Black and white photography has always whispered to me. It’s subtle. Unapologetically quiet. But when done right, it roars—without ever raising its voice.
For years, I’ve been drawn to photographing in low light. There’s something honest about it. No theatrics, no frills. Just what is. But I didn’t always know how to make those images speak. I’d shoot them because I felt something, but it took time—and a lot of mistakes—before I learned how to let the shadows tell the story.
Black and white is, without question, the hardest medium I work in. In color photography, you can lean on light, tone, mood, and color theory to carry an image. Color can fill in the emotional gaps when the subject isn’t fully doing the heavy lifting. But in black and white? The subject has to speak. Loudly. Without distraction.
That’s where things get real.
It forces me to be brutally intentional.
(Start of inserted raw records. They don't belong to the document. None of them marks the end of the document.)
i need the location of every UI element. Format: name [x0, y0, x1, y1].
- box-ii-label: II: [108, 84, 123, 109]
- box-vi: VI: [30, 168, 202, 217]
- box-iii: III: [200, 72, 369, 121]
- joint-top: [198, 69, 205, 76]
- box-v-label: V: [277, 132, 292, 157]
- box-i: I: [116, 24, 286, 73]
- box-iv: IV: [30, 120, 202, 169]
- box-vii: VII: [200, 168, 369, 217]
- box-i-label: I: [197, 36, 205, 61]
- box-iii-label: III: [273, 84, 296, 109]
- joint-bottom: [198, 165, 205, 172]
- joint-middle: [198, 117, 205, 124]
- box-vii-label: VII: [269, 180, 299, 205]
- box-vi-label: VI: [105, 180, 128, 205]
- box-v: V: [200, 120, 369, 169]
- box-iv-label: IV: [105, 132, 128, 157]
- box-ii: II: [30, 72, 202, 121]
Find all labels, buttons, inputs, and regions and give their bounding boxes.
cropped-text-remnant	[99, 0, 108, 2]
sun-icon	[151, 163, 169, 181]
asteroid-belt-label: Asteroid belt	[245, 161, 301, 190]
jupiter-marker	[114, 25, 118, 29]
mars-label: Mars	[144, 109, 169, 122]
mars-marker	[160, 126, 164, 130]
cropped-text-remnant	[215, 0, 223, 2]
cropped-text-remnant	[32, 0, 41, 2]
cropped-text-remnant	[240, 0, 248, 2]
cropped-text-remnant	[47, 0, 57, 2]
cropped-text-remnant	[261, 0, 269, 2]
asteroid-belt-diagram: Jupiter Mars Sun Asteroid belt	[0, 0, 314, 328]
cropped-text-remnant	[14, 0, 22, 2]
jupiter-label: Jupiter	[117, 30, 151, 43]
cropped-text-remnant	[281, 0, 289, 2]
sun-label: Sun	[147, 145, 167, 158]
If the image isn’t about something—if it doesn’t feel like something—then it falls flat. There’s no hiding in monochrome. The light, the line, the subject, the pause between breath and gesture—every detail either works or it doesn’t.
It’s only been in the last few years that I’ve really started to embrace that challenge and create in black and white—not just convert images to it. I’ve started to seek out the compositions that thrive without color. The moments that glow in the shadows. The tension that lives in grain. And what’s emerged from that process are some of the most powerful and personal images I’ve ever made.
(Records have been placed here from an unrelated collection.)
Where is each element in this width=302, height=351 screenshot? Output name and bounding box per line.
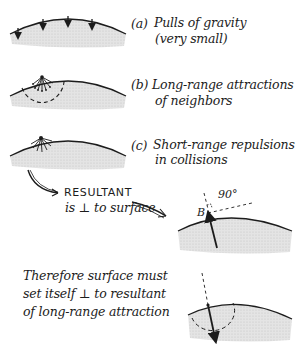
resultant-subtitle: is ⊥ to surface bbox=[65, 200, 156, 215]
conclusion-surface bbox=[188, 273, 292, 342]
panel-a-surface bbox=[10, 16, 126, 48]
panel-a-tag: (a) bbox=[131, 16, 148, 31]
conclusion-line-2: set itself ⊥ to resultant bbox=[23, 286, 166, 301]
curved-pointer-arrow bbox=[28, 170, 58, 196]
panel-b-subtitle: of neighbors bbox=[155, 93, 232, 108]
angle-90-label: 90° bbox=[218, 188, 238, 201]
panel-c-tag: (c) bbox=[131, 138, 147, 153]
panel-c-subtitle: in collisions bbox=[155, 152, 227, 167]
panel-c-surface bbox=[10, 136, 126, 170]
resultant-title: RESULTANT bbox=[64, 186, 132, 199]
point-b-label: B bbox=[197, 206, 205, 219]
panel-b-title: Long-range attractions bbox=[152, 77, 294, 92]
conclusion-line-3: of long-range attraction bbox=[23, 304, 170, 319]
conclusion-line-1: Therefore surface must bbox=[23, 268, 168, 283]
panel-a-title: Pulls of gravity bbox=[154, 15, 246, 30]
resultant-surface bbox=[178, 193, 292, 254]
panel-a-subtitle: (very small) bbox=[155, 31, 228, 46]
panel-b-surface bbox=[10, 75, 126, 109]
panel-b-tag: (b) bbox=[131, 77, 148, 92]
surface-tension-diagram: (a) Pulls of gravity (very small) (b) Lo… bbox=[0, 0, 302, 351]
panel-c-title: Short-range repulsions bbox=[153, 137, 295, 152]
Low light black and white has helped shape my voice not because it’s bold and obvious, but because it isn’t. It’s the quiet work that makes people lean in closer. It makes you look. And it reminds me that silence, when used well, isn’t emptiness—it’s presence.
Some of my strongest images—the ones I come back to, the ones that have placed in competitions, the ones I feel say the most—started with very little light. But they spoke, and black and white gave them the room to be heard.
That’s the kind of work I want to keep making. Quiet, honest, unflinching. The kind that doesn’t need to scream to be remembered.